We do need to wake the Xen poeple up, make sure that these changes suit
them as well, or at least don't screw them over (hard to see how it could
though).

>  If you found something that didn't fit one of those categories in my 
>  previous patches, then it is either not well enough explained or perhaps 
>  inadvertently slipped through from one of my more radical trees - or it 
>  could be a bug.
> 
>  There is a simple explanation for all of this series.  The goal is to 
>  move all privileged instructions, sensitive instructions, and privilege 
>  awareness into a layer where it can be overridden by new code without 
>  disrupting the default architecture.  On x86, there are a lot of 
>  instructions - popf, iret, sgdt, and others which behave differently 
>  under different privilege levels, but do not trap.  These architectural 
>  features must be redefined by any architecture which virtualizes the 
>  x86, be it Xen, UML, or an alternative approach.  Similarly, certain 
>  privileged processor data structures (page tables, descriptor tables) 

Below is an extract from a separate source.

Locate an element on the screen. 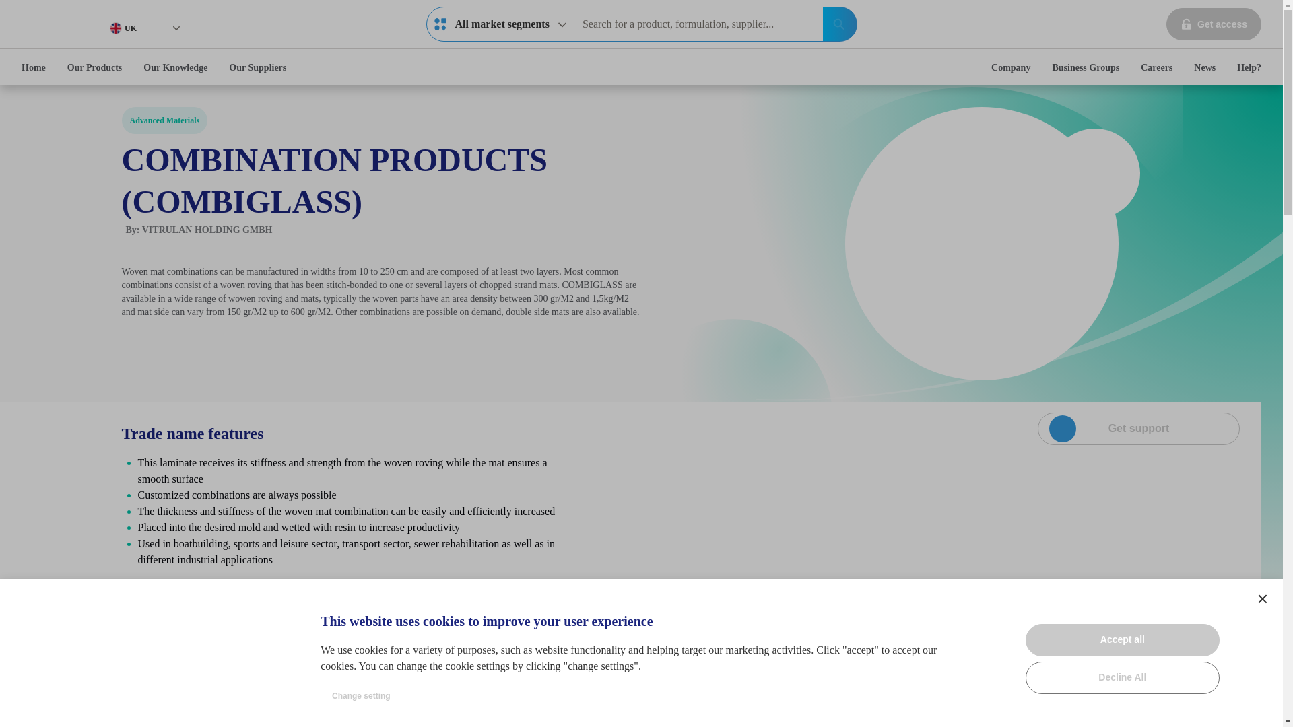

>  must be protected and accessed in a different manner if one is to 
>  utilize the principles of paravirtualization to achieve high performance 
>  inside of a virtual machine.  I believe this series of patches is one 
>  almost clean solution to this.  There are obvious problems with the MMU 
>  patch, and I'm still trying to come up with a way to properly address that.

Yes this later series is in a different category and will require more
review/coordination/discussion/waking-up from the Xen team.